In addition to increasing glycolysis, some proliferating cells exhibiting the Warburg effect also increase oxidative phosphorylation through mitochondrial fusion.
The cancer testis antigen COX6B2 enhances cytochrome c oxidase activity thereby promoting proliferation and survival in cancer cells and represents a therapeutic target for inhibiting oxidative phosphorylation selectively in tumors.
Exosomes from cancer-associated fibroblasts enhance the "Warburg effect" in tumors and contain de novo metabolites that can contribute to the entire compendia of central carbon metabolism within cancer cells.
Biochemical analyses show that mitochondrial COX16 assists in the process of copper insertion into COX2 and reveal a second COX16 function in linking assembly routes of the redox center-containing COX1 and COX2 subunits.
Changes in pathways of lipid oxidation, glycolysis, and mitochondrial oxidative phosphorylation are common strategies to cope with high-altitude hypoxia, but some changes require longer evolutionary time to arise.
Mitochondrial-targeted SS-31 peptide ameliorates mitochondrial dysfunction and rescues pre-existing cardiac dysfunction in old mice, supporting the translational potential of mitochondrial protective interventions to treat age-related diseases.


> WORK REQUEST
For every line below that includes the word "ManagementProfessionalSalesMaintenanceCo", add one; report the final number and nothing else.

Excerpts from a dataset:
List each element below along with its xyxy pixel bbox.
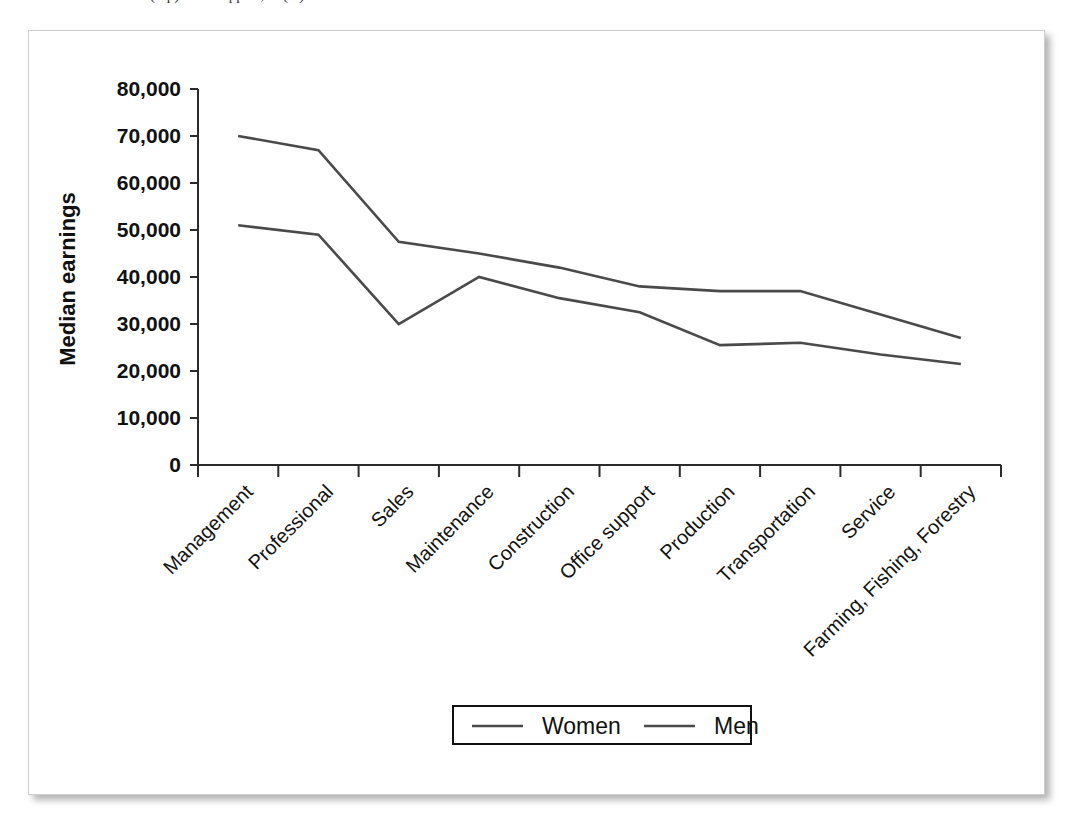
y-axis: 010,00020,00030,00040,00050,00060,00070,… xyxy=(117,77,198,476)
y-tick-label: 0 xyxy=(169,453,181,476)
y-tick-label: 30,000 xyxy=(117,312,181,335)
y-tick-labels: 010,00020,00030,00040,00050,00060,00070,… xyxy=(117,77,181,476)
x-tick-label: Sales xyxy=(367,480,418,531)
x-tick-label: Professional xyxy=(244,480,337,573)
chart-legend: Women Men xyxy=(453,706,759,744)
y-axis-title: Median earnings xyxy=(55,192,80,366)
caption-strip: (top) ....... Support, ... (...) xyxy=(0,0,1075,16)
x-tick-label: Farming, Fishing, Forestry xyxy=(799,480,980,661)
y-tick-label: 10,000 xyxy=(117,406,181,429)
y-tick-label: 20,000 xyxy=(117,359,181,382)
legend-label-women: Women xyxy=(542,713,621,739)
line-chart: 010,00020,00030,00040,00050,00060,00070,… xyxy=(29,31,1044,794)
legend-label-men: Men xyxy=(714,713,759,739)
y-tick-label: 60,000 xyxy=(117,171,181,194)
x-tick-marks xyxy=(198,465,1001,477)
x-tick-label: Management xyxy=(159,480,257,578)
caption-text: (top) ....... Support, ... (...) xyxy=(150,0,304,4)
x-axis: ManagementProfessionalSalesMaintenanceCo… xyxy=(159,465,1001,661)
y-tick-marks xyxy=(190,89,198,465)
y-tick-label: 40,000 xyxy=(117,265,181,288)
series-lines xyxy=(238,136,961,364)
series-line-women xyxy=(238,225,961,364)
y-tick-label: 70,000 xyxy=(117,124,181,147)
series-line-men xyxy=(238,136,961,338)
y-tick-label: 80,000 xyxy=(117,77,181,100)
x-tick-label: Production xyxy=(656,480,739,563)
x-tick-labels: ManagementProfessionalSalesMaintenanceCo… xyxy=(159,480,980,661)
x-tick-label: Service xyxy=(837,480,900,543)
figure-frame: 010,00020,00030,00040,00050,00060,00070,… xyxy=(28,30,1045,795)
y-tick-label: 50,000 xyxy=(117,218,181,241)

--

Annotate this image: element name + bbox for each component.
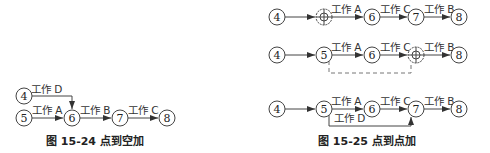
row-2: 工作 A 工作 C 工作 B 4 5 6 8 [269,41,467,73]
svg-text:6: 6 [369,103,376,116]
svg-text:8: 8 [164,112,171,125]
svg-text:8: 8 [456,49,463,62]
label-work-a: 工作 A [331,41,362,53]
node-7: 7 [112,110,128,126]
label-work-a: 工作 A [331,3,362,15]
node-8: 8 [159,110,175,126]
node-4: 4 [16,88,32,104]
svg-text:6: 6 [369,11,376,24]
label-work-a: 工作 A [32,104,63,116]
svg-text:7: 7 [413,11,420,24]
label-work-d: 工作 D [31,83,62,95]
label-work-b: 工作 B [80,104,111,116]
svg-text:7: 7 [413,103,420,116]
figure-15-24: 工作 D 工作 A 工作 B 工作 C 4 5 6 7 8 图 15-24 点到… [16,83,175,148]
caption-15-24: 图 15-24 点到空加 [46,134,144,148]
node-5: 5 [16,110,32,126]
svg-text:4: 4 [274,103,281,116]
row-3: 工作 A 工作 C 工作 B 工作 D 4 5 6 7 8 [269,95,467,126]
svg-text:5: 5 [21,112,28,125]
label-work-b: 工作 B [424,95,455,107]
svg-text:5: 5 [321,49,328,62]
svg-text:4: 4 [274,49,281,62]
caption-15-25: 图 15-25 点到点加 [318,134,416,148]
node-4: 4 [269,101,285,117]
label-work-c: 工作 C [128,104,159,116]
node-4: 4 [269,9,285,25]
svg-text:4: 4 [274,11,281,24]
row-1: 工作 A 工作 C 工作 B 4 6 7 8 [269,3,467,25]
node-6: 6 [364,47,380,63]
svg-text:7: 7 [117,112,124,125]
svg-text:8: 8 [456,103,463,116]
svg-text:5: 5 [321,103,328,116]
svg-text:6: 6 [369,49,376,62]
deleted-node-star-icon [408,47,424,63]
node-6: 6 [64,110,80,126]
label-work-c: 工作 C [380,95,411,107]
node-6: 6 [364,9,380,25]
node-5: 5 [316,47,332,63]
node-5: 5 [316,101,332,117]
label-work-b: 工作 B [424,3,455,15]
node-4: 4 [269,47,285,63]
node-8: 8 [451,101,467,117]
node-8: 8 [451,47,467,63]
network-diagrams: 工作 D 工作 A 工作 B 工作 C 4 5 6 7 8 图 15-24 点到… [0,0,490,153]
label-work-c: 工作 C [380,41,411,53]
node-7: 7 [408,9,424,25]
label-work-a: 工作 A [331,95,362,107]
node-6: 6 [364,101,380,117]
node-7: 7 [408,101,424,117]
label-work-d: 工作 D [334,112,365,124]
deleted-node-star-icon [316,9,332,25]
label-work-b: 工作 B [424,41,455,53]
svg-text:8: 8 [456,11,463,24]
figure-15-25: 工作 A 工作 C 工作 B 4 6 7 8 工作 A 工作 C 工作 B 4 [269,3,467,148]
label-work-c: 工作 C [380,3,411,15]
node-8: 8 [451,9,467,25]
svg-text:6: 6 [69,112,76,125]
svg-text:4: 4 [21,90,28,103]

> THE ANSWER
2